▸ Prompt
Set down exactly the lines in the records below that run from the line with "You are a GUI" to the line with "This screenshot has width=522, height=420.", inclusive, and nothing more.

Stored data Start Marker

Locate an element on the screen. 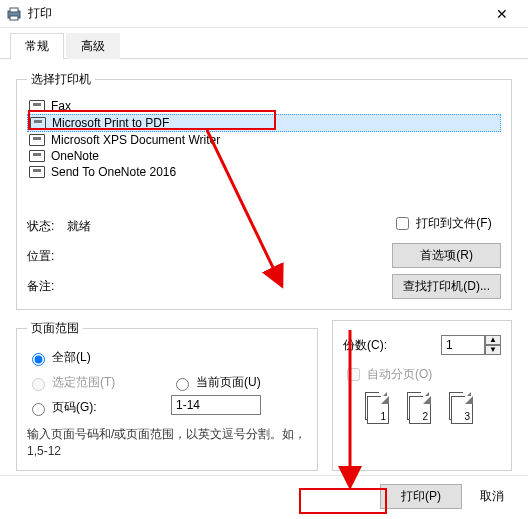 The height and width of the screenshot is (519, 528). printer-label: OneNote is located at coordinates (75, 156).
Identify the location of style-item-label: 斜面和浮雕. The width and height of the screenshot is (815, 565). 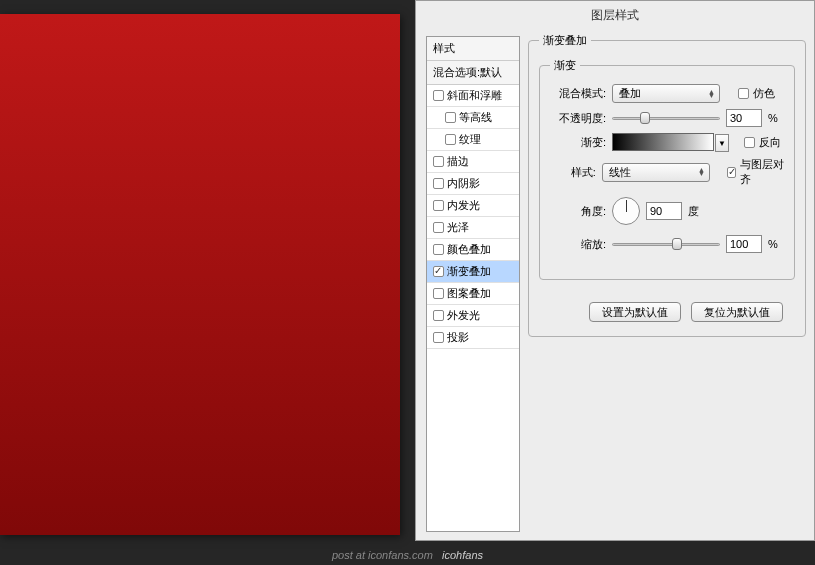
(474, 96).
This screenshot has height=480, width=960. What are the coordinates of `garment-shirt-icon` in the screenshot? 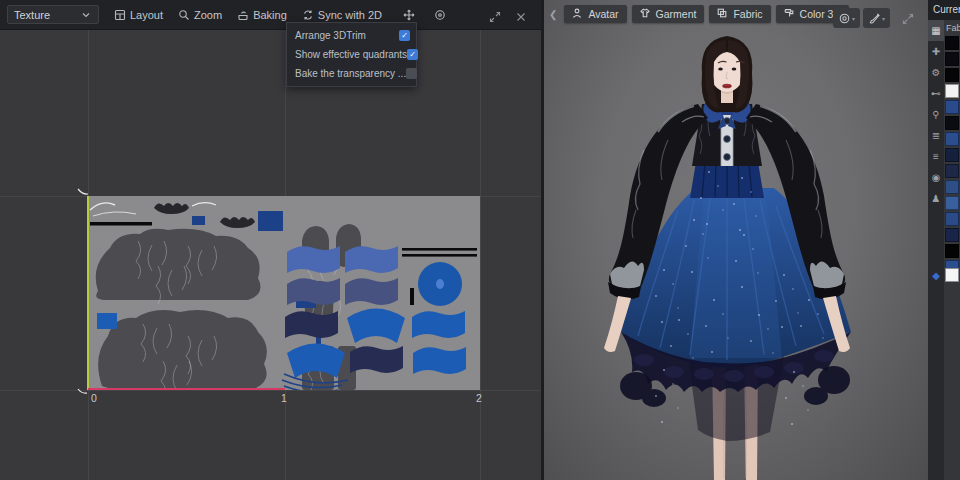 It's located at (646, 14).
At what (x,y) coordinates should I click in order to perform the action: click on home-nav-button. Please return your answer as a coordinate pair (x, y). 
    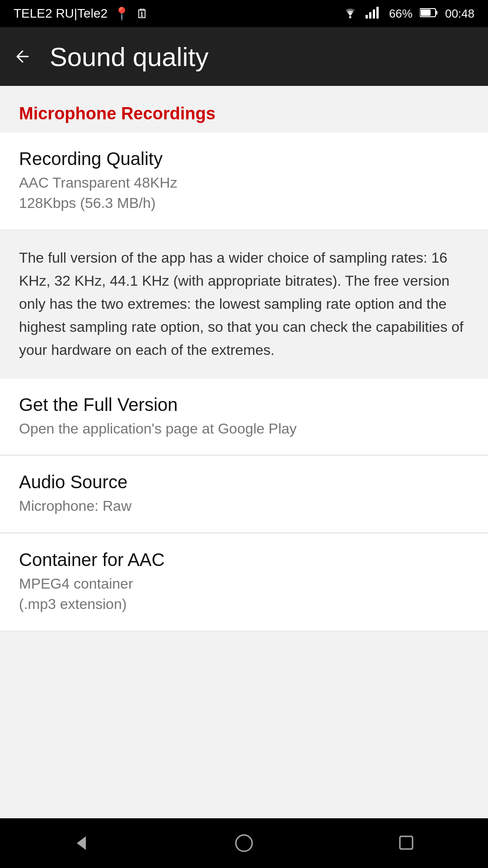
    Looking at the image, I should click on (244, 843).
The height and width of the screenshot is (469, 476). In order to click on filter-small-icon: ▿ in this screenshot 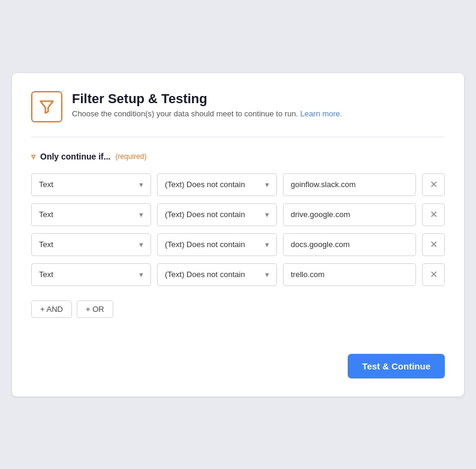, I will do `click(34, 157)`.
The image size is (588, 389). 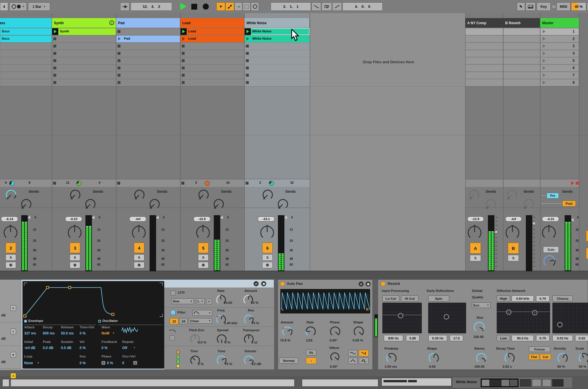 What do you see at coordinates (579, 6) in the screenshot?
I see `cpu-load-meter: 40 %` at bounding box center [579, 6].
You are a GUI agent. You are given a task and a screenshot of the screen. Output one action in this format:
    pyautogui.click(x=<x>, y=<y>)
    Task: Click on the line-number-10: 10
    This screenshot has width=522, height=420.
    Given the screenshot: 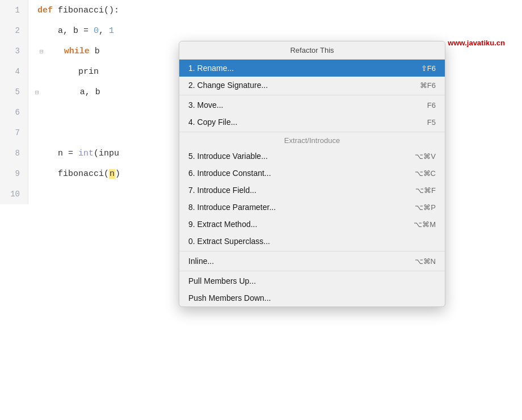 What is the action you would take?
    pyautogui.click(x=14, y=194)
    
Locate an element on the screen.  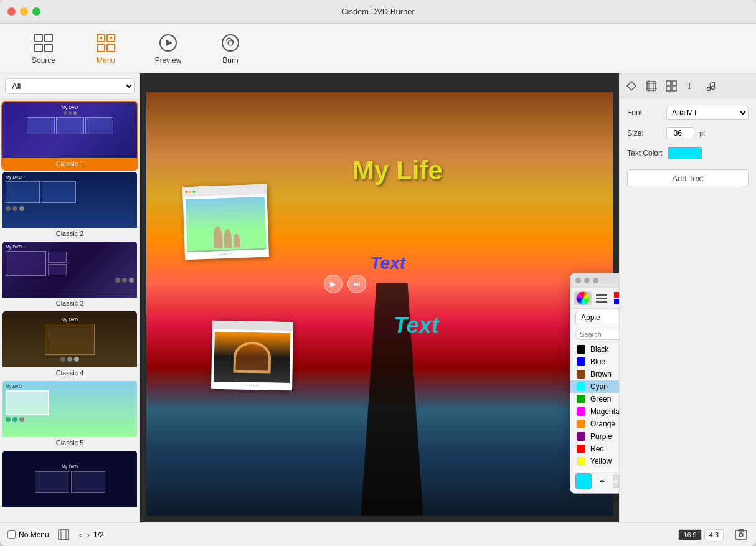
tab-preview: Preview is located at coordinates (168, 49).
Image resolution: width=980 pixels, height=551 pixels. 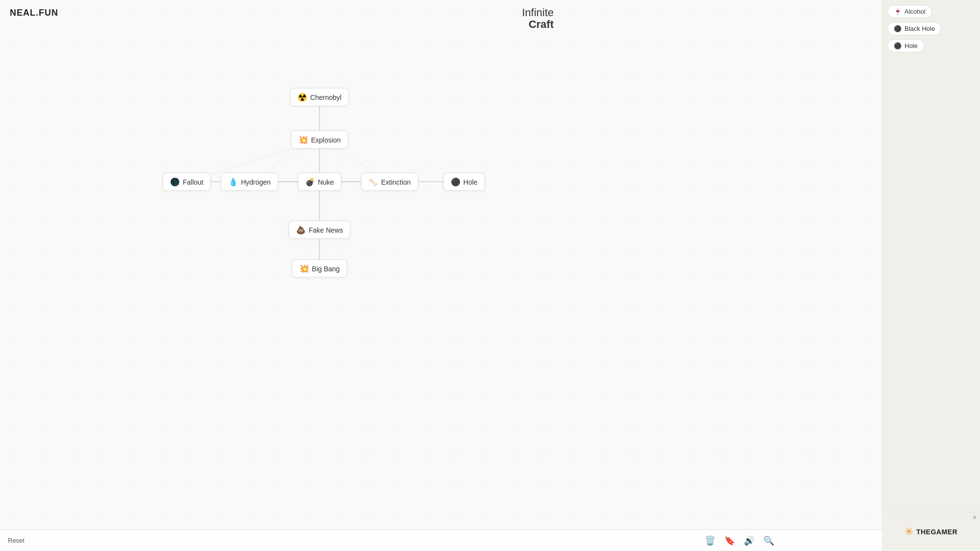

Stored data End Marker
Stored data Start Marker

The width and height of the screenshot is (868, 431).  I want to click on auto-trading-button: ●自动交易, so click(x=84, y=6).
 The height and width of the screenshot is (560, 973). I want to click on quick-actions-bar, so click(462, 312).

Stored data End Marker

▸ Your solution
You are a GUI agent. You are given a task and a screenshot of the screen. Output one action in this format:
    pyautogui.click(x=<x>, y=<y>)
    Task: Click on the line-number-10: 10
    This screenshot has width=522, height=420.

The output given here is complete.